Language has never been my strong suit. I didn't speak full sentences
until I was five. I had a 220 point spread between my verbal and math
SAT scores. I fumbled through three years of high school French (which
required some summer school). This knowledge of French was only useful
a couple of times. Wandering the streets of Paris, a women asked me
Quelle heure est-il? and I knew enough to show her my watch but
enough to actually tell her the time. Also I saw
Secrets & Lies in
France and sometimes the French subtitles made more sense than the
heavily accented English.
During my undergraduate years at Cornell I struggled and gave up on
Spanish. Luckily a linguistics professor had a theory that people who
had trouble learning English early (like me) would have too much
difficulty in picking up a new language, so I could take an intro
linguistics course to cover my language requirement.
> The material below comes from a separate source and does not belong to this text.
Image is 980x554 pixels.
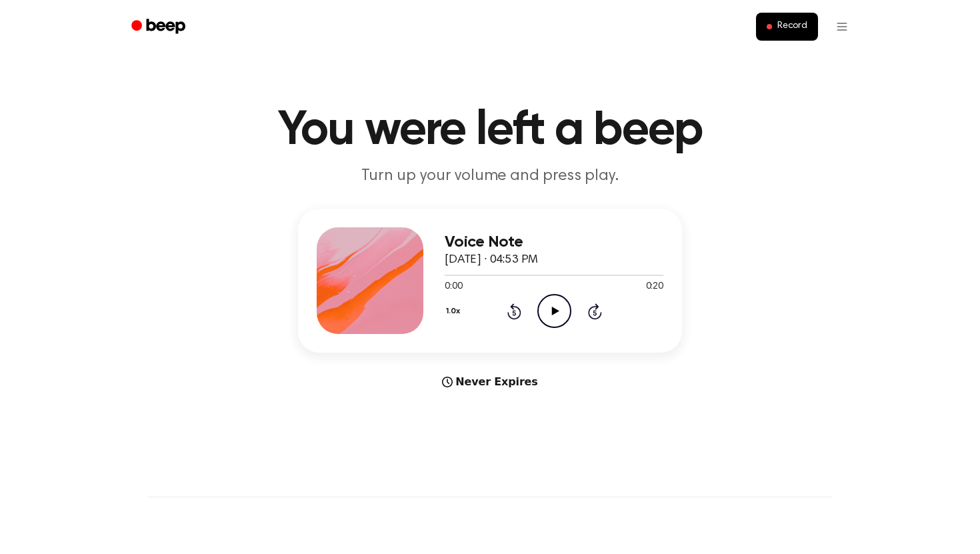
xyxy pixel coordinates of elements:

Pretty cool as we
covered context-free languages simultaneously in linguistics and in my
introduction to theoretical computer science class.
In graduate school my three years of high school French got me out of
the Ph.D. language requirement. If English was not the lingua franca
of our field, I would be in serious trouble. I've always been
impressed how many non-native speakers of English have succeeded in
computer science.
I spent an entire year on sabbatical in Amsterdam but only learned
enough Dutch to navigate the supermarkets and order in
restaurants. Most Dutch speak English (and 3-4 other languages) and my
attempts to say most Dutch words usually got responses in
English. Still I definitely missed something as when I left a
conversation the language shifted to Dutch and I couldn't get back in.
Suppose I could retroactively master a single foreign language, what
language should it be? At times I would have liked to know Dutch,
German, Hebrew, Japanese and the occasional French, Spanish, Danish,
Italian and Portuguese. In the future I suspect I would visit
countries speaking Hungarian, Russian, Chinese, Swedish and many
others. I've gotten very good at navigating in countries where I don't
know the language. In most European countries I can pass as a local as
long as I keep my mouth shut.
The University of Chicago has a rather strict TOEFL requirement that
would likely have caused a problem for me had I grown up in say
Germany. Our department also has a small foreign language requirement
for the Ph.D. Foreign language requirements made sense in a different
era when papers were written in many languages. I remember a scene in
graduate school where my advisor Mike Sipser and some Russian speaking
students poured over the latest paper by Razborov translating from the
Russian and hoping to understand Razborov's next great result. But now
with nearly all papers written in English the requirement seems like a
relic from a bygone time. Perhaps we should require every student to
take the test in French, for France still has a few researchers
stubborn enough to keep writing in their native tongue.